> what makes kdb so special and why isn't there an open/libre alternative?
Maybe I'm reading too much into this, but it seems like you expect the answer "nothing much" to the first part of your question. I have done nothing more than read lots of articles on KDB's lineage and play around a bit with J, so take my answer with a considerable lump of salt, but my impression is that the answer to the second part of your question is "because there's something 'so special' about KDB"; my understanding is that it provides blazing-fast access to memory-compact databases, from a tiny codebase, building on the APL/J legacy. Why can't this be done in an open sourced way? Well, surely there's no inherent reason, but the fact that it hasn't been is probably evidence that it's not just a problem of trivially cloning existing work (or else someone would have done it).
The real answer is Arthur Whitney is a god-like being with coding powers beyond the mortal realm. Seriously though they're a lot of stories of his excellent work if you search for them. He's supposedly working on kOS so you can run kdb+ on bare metal. Tiny, fast code is what he does. Sure it might look incomprehensible, but it is a few pages of code he can store in his brain at once. Aaron Hsu (someone has some links to his HN posts on here) explains this with his compiler which converts APL to GPU code. His entire compiler (which he has worked on for a long time) is a handful of pages. He says something like "there's no need for an abstraction if I can see everything at once". Most programming languages have implementations that are very long...which do you think has less bugs? Steve McConnals Code Complete has a statistic somewhere on bugs per 100 loc. That doesn't leave a lot of room in Arthur's code base (although you could say his code being so terse makes it an apples to oranges comparison I guess).
Maybe I'm reading too much into this, but it seems like you expect the answer "nothing much" to the first part of your question. I have done nothing more than read lots of articles on KDB's lineage and play around a bit with J, so take my answer with a considerable lump of salt, but my impression is that the answer to the second part of your question is "because there's something 'so special' about KDB"; my understanding is that it provides blazing-fast access to memory-compact databases, from a tiny codebase, building on the APL/J legacy. Why can't this be done in an open sourced way? Well, surely there's no inherent reason, but the fact that it hasn't been is probably evidence that it's not just a problem of trivially cloning existing work (or else someone would have done it).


In your copy of the data, include no pictures and alter nothing else.

# Available data:
········
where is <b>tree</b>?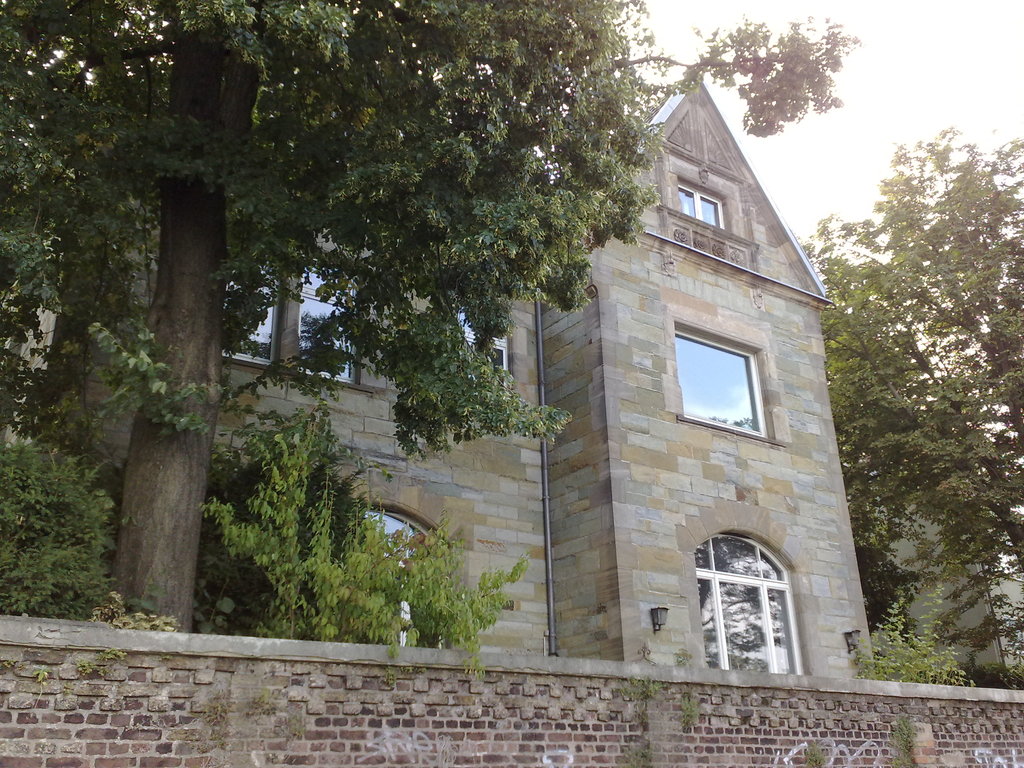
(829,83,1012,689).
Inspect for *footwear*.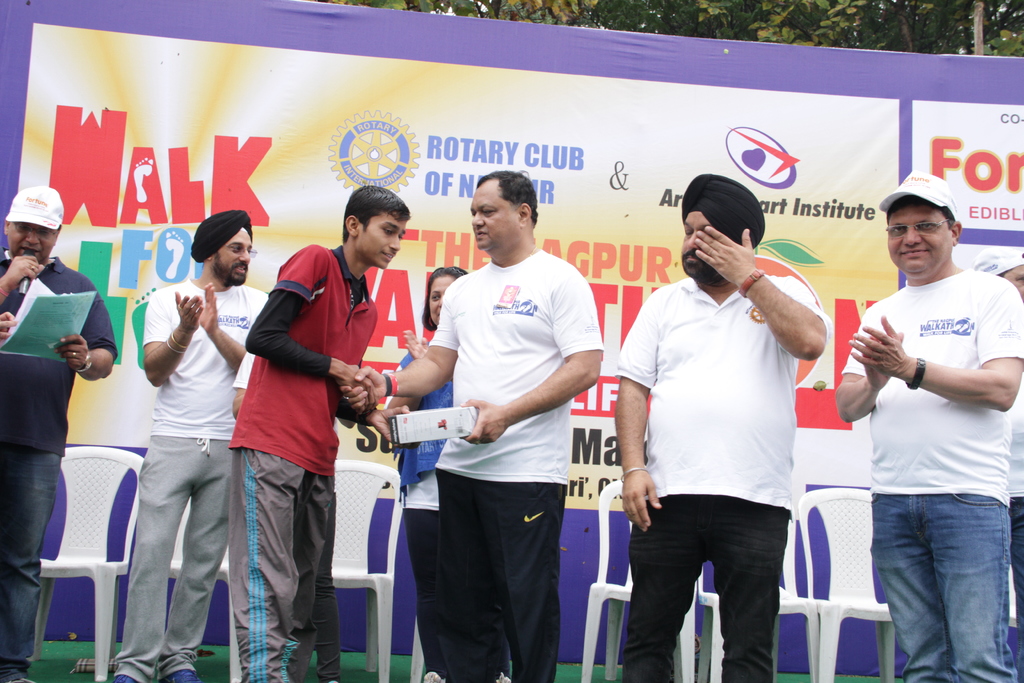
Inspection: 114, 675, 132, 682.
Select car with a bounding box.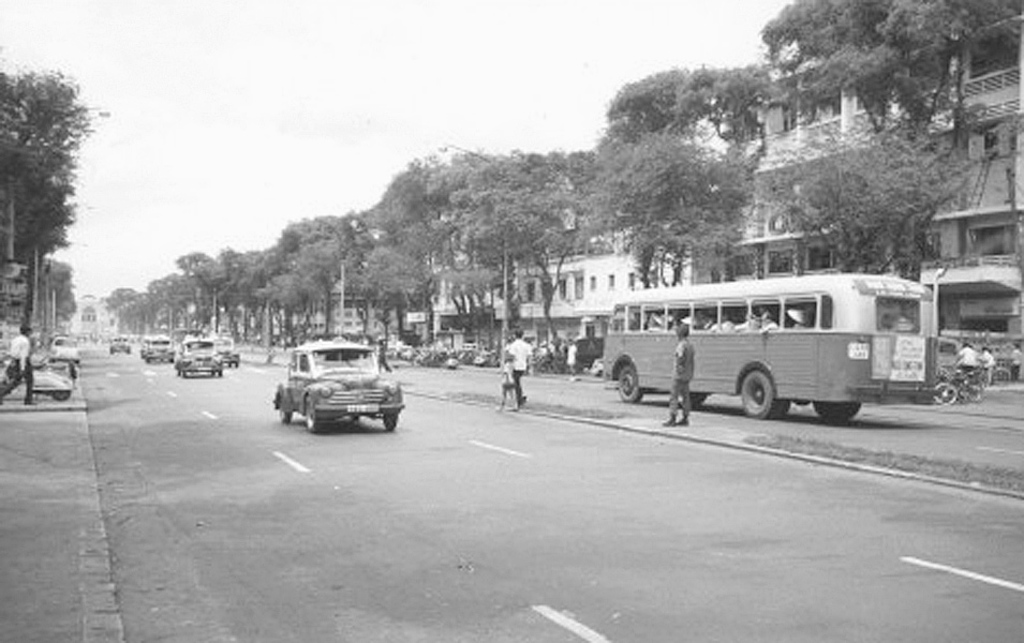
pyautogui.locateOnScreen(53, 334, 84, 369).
········
# Result:
where is <b>tree</b>?
(829,83,1012,689).
Inspect for *footwear*.
Inspection: 114, 675, 132, 682.
Select car with a bounding box.
pyautogui.locateOnScreen(53, 334, 84, 369).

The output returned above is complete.